The world that we leave as the movie closes, is one of solitude and sadness and loss. It is a very powerful image, particularly for those who mourn the deaths of soldiers and those who love them, who sometimes fall into their way. The image is clearly also a critique, or better a commentary, on the state of American foreign politics, the conflict in Iraq in which we are entrapped. The film presents no answers and in this regard does not attempt to assuage the affect it provoked.
Is it necessary to identify with Deerfield in order to experience the grief and confusion the film presents? This would be difficult because he is an Army man, former military police, and it was because of his service that his sons both joined the armed forces. Thus, Deerfield has a unique responsibility for the deaths of his sons, because they followed him. Had he led them astray? The viewer is certainly not expected to be able to identify with his character. We feel a sadness and a confusion because we appreciate both Deerfield and another character that assists his search for answers.
Must the affective power be measured by my individual response? I am particularly interested in this topic, because I have read news stories like the one told in this film. I have also learned a little bit about the intense psychological trauma that soldiers suffer and wish that solutions existed to solve their problems. I wonder if they, like the soldiers of other wars, will bear that trauma their entire lives.
Falling into a pattern that is well-wrought by intellectual history preceding me, I am tempted to separate these affective events from the purported "content" of the film. Yet this would be an artificial distinction that would fail to comprehend the film in its breadth. But this then leads to the judgment that the affective qualities of the film cannot be separated from this particular story and its narrative unfolding. Thus, the judgment would not be limited to the individual response, that in this case I felt.

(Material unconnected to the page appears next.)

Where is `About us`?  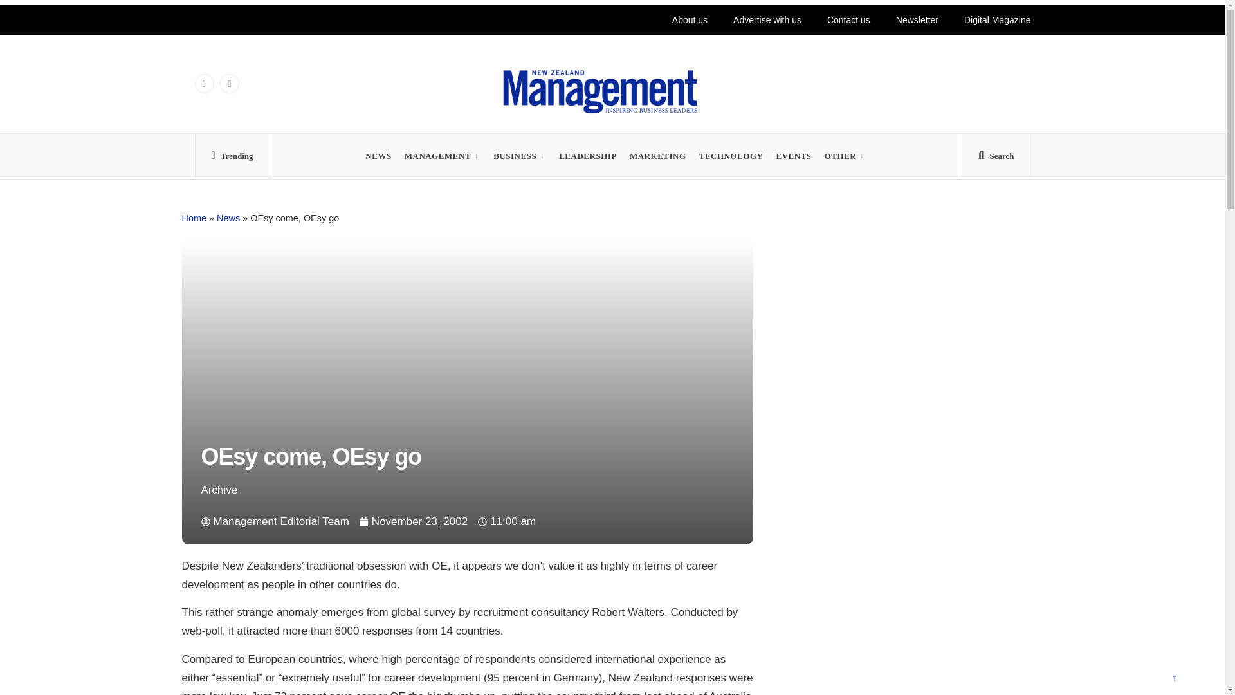
About us is located at coordinates (660, 19).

But how do we speak about the affective qualities of a film? We describe the conditions and events that provoke affective reactions. For example, how the moral clarity of Deerfield, which is represented by his well-organized and productive life, slowly devolves, like a man who at first is sitting up straight, but by and by begins to slump. We might remark the power of Jones' face, marked with lines of time and emotion and how they perfectly accept the emotional tasks that he has in presenting Deerfield's character. How he responds to finally hearing the confession of his son's killer, with a blank face that does not register reaction. In point of fact, during the confession the scene is dominated by shots of the killer describing the deed and his relation to the victim. Yet the fact that, at a crucial moment, the killer directs his account to Deerfield, is unmistakeable. The audience watches the killer from Deerfield's perspective and hears the killer apologize to Deerfield, the audience.
Can these affective qualities be put into words and must we separate ourselves from them in order to judge the film (is judgment necessary and is our emotional state, upon the completion of the film, that judgment itself)?